View of “Looking into Andy Warhol’s Photographic Practice,” 2009.

Highlighting the Fisher’s recent acquisition of a bevy of prints and Polaroids by Andy Warhol from the Warhol Foundation, this small, tight show presents thematic clusters of those works. The Polaroids constitute a (partial) archive of Warhol’s silk-screen practices, since the likenesses that the artist snapped often formed the touchstone for his subsequent portraits. His black-and-white snapshots, by contrast, served no purpose other than to record his daily interactions and curiosities: a fashion show, an errant pig, a raft floating in a pool. Those who pore over these images for studied, formal nuances or narrative dramas will be disappointed. But it is precisely in their breezy lack of affect that the photographs capture something fundamental about Warhol’s deadpan enterprise––particularly his desire to act as a kind of recording machine, an image factory, and an impassive mirror for matte banality and flashy glitz alike. In their small, clipped dimensions and offhand format, these photographs seem almost like the visual counterparts to his famously quotable sound bites.

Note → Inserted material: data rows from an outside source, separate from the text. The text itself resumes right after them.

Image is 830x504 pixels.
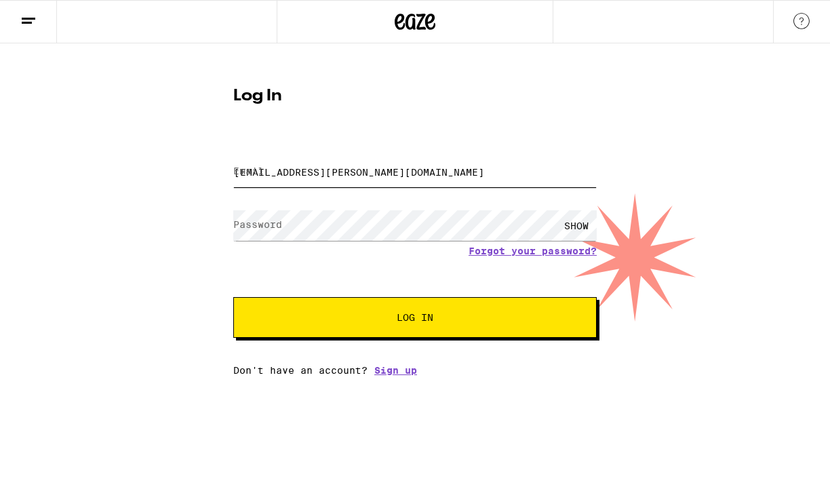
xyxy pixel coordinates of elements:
[469,246,597,256] a: Forgot your password?
[233,219,282,230] label: Password
[557,210,597,241] div: SHOW
[397,313,434,322] span: Log In
[375,365,417,376] a: Sign up
[233,166,264,176] label: Email
[233,297,597,338] button: Log In
[233,157,597,187] input: Email
[233,88,597,104] h1: Log In
[233,365,597,376] div: Don't have an account?
[8,9,98,20] span: Hi. Need any help?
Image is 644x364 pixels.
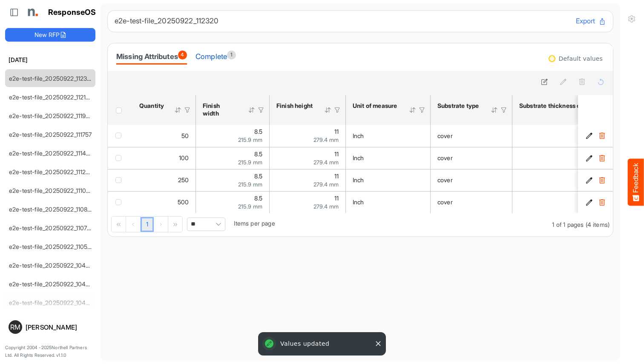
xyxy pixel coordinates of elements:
[178,51,187,59] span: 4
[183,106,191,114] div: Filter Icon
[585,199,593,206] button: Edit
[500,106,508,114] div: Filter Icon
[111,217,126,233] div: Go to first page
[5,345,95,359] p: Copyright 2004 - 2025 Northell Partners Ltd. All Rights Reserved. v 1.1.0
[133,192,196,213] td: 500 is template cell Column Header httpsnorthellcomontologiesmapping-rulesorderhasquantity
[346,147,431,169] td: Inch is template cell Column Header httpsnorthellcomontologiesmapping-rulesmeasurementhasunitofme...
[353,132,364,139] span: Inch
[512,125,638,147] td: 80 is template cell Column Header httpsnorthellcomontologiesmapping-rulesmaterialhasmaterialthick...
[270,192,346,213] td: 11 is template cell Column Header httpsnorthellcomontologiesmapping-rulesmeasurementhasfinishsize...
[334,172,338,180] span: 11
[9,280,97,288] a: e2e-test-file_20250922_104840
[177,199,189,205] span: 500
[139,102,163,110] div: Quantity
[108,213,613,237] div: Pager Container
[254,151,262,158] span: 8.5
[238,136,262,143] span: 215.9 mm
[353,102,398,110] div: Unit of measure
[108,192,133,213] td: checkbox
[169,217,182,233] div: Go to last page
[512,169,638,192] td: 80 is template cell Column Header httpsnorthellcomontologiesmapping-rulesmaterialhasmaterialthick...
[431,125,512,147] td: cover is template cell Column Header httpsnorthellcomontologiesmapping-rulesmaterialhassubstratem...
[154,217,169,233] div: Go to next page
[270,125,346,147] td: 11 is template cell Column Header httpsnorthellcomontologiesmapping-rulesmeasurementhasfinishsize...
[5,28,95,42] button: New RFP
[254,195,262,202] span: 8.5
[203,102,237,118] div: Finish width
[437,132,453,139] span: cover
[431,192,512,213] td: cover is template cell Column Header httpsnorthellcomontologiesmapping-rulesmaterialhassubstratem...
[9,93,93,101] a: e2e-test-file_20250922_112147
[196,147,270,169] td: 8.5 is template cell Column Header httpsnorthellcomontologiesmapping-rulesmeasurementhasfinishsiz...
[512,147,638,169] td: 80 is template cell Column Header httpsnorthellcomontologiesmapping-rulesmaterialhasmaterialthick...
[196,169,270,192] td: 8.5 is template cell Column Header httpsnorthellcomontologiesmapping-rulesmeasurementhasfinishsiz...
[597,176,606,185] button: Delete
[585,154,593,163] button: Edit
[431,147,512,169] td: cover is template cell Column Header httpsnorthellcomontologiesmapping-rulesmaterialhassubstratem...
[519,102,606,110] div: Substrate thickness or weight
[133,147,196,169] td: 100 is template cell Column Header httpsnorthellcomontologiesmapping-rulesorderhasquantity
[23,4,41,20] img: Northell
[9,225,93,232] a: e2e-test-file_20250922_110716
[314,136,338,143] span: 279.4 mm
[437,155,453,162] span: cover
[238,203,262,210] span: 215.9 mm
[270,169,346,192] td: 11 is template cell Column Header httpsnorthellcomontologiesmapping-rulesmeasurementhasfinishsize...
[48,8,96,17] h1: ResponseOS
[333,106,341,114] div: Filter Icon
[346,125,431,147] td: Inch is template cell Column Header httpsnorthellcomontologiesmapping-rulesmeasurementhasunitofme...
[585,176,593,185] button: Edit
[25,324,92,331] div: [PERSON_NAME]
[578,169,615,192] td: 7208188b-af2c-4598-b42b-df380d88d7d0 is template cell Column Header
[334,151,338,158] span: 11
[260,334,384,354] div: Values updated
[9,187,94,195] a: e2e-test-file_20250922_111049
[353,176,364,184] span: Inch
[578,147,615,169] td: 14ce4e06-b6f2-4c73-9b1c-bd158de0813c is template cell Column Header
[437,199,453,205] span: cover
[234,220,275,227] span: Items per page
[5,55,95,64] h6: [DATE]
[437,176,453,184] span: cover
[9,131,92,138] a: e2e-test-file_20250922_111757
[133,169,196,192] td: 250 is template cell Column Header httpsnorthellcomontologiesmapping-rulesorderhasquantity
[314,159,338,165] span: 279.4 mm
[346,169,431,192] td: Inch is template cell Column Header httpsnorthellcomontologiesmapping-rulesmeasurementhasunitofme...
[140,217,154,233] a: Page 1 of 1 Pages
[196,192,270,213] td: 8.5 is template cell Column Header httpsnorthellcomontologiesmapping-rulesmeasurementhasfinishsiz...
[227,51,236,59] span: 1
[10,324,20,331] span: RM
[597,154,606,163] button: Delete
[115,18,569,24] h6: e2e-test-file_20250922_112320
[238,181,262,188] span: 215.9 mm
[558,55,602,61] div: Default values
[196,125,270,147] td: 8.5 is template cell Column Header httpsnorthellcomontologiesmapping-rulesmeasurementhasfinishsiz...
[9,262,95,270] a: e2e-test-file_20250922_104951
[9,205,95,213] a: e2e-test-file_20250922_110850
[9,112,94,120] a: e2e-test-file_20250922_111950
[512,192,638,213] td: 80 is template cell Column Header httpsnorthellcomontologiesmapping-rulesmaterialhasmaterialthick...
[196,51,236,62] div: Complete
[576,16,606,27] button: Export
[9,243,95,250] a: e2e-test-file_20250922_110529
[374,340,382,348] button: Close
[187,218,225,232] span: Pagerdropdown
[353,199,364,205] span: Inch
[334,195,338,202] span: 11
[9,168,93,175] a: e2e-test-file_20250922_111247
[418,106,426,114] div: Filter Icon
[9,150,94,157] a: e2e-test-file_20250922_111455
[578,125,615,147] td: 2d80e82a-8772-4ae2-8b9e-f53721715054 is template cell Column Header
[334,128,338,135] span: 11
[597,199,606,206] button: Delete
[314,203,338,210] span: 279.4 mm
[586,221,609,229] span: (4 items)
[578,192,615,213] td: 0791acf3-52d2-4876-8eef-a5ab7eea6e74 is template cell Column Header
[238,159,262,165] span: 215.9 mm
[181,132,189,139] span: 50
[346,192,431,213] td: Inch is template cell Column Header httpsnorthellcomontologiesmapping-rulesmeasurementhasunitofme...
[353,155,364,162] span: Inch
[126,217,140,233] div: Go to previous page
[627,159,644,205] button: Feedback
[257,106,265,114] div: Filter Icon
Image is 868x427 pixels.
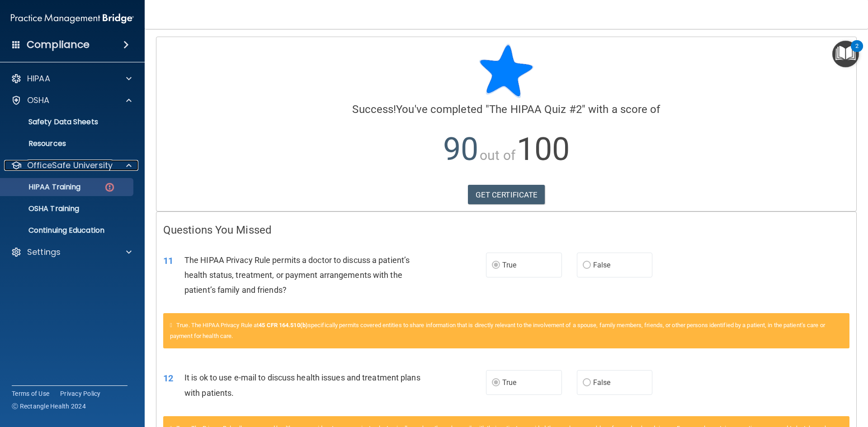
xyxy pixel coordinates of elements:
[492,380,500,386] input: True
[468,185,545,204] a: GET CERTIFICATE
[6,204,79,213] p: OSHA Training
[517,131,570,167] span: 100
[6,226,130,235] p: Continuing Education
[27,95,49,105] p: OSHA
[6,183,81,191] p: HIPAA Training
[6,139,130,148] p: Resources
[479,148,515,163] span: out of
[12,389,49,398] a: Terms of Use
[104,182,115,193] img: danger-circle.6113f641.png
[170,322,825,340] span: True. The HIPAA Privacy Rule at specifically permits covered entities to share information that i...
[443,131,478,167] span: 90
[163,224,849,236] h4: Questions You Missed
[593,378,610,387] span: False
[11,160,132,171] a: OfficeSafe University
[163,255,173,266] span: 11
[502,378,516,387] span: True
[27,39,89,51] h4: Compliance
[489,103,581,116] span: The HIPAA Quiz #2
[27,247,60,258] p: Settings
[184,255,410,295] span: The HIPAA Privacy Rule permits a doctor to discuss a patient’s health status, treatment, or payme...
[593,260,610,269] span: False
[583,380,591,386] input: False
[6,118,130,127] p: Safety Data Sheets
[502,260,516,269] span: True
[11,247,132,258] a: Settings
[855,46,859,58] div: 2
[583,262,591,269] input: False
[60,389,101,398] a: Privacy Policy
[27,73,50,84] p: HIPAA
[163,103,849,115] h4: You've completed " " with a score of
[12,402,86,411] span: Ⓒ Rectangle Health 2024
[479,44,533,98] img: blue-star-rounded.9d042014.png
[492,262,500,269] input: True
[11,9,134,28] img: PMB logo
[11,73,132,84] a: HIPAA
[11,95,132,105] a: OSHA
[163,372,173,383] span: 12
[352,103,396,116] span: Success!
[258,322,308,329] a: 45 CFR 164.510(b)
[27,160,113,171] p: OfficeSafe University
[184,372,421,397] span: It is ok to use e-mail to discuss health issues and treatment plans with patients.
[832,41,859,68] button: Open Resource Center, 2 new notifications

In that vein, curator Ariadni Liokatis and art historian Richard Meyer have exchanged pedantic wall texts for a medley of passages and quotes by Warhol. Letting his humor and monotone anecdotes permeate the exhibition further draws out the images’ diaristic qualities while refusing to gloss their import with an overwrought or heavy-handed exegesis. “Muscles are great. Everybody should have at least one they can show off,” Warhol comments in America (1985)––a line that finds its due echo in the artist’s penchant for recording said muscles, whether at a boxing match or in more intimate circumstances. But just as often, it is the disjunction between Warhol’s reflections and his imagery that truly compels. Along with the varied circumstances of his activities, encounters, and interests, Warhol’s wry and dry personality––most often ingenuous, but occasionally acerbic––comes alive in these works more subtly than through the usual outsize glam of his Pop icons. “My idea of a good picture is one that’s in focus and of a famous person,” goes one of his most cited quips. Even when he turns his lens outward, though, the individual who comes into focus is himself.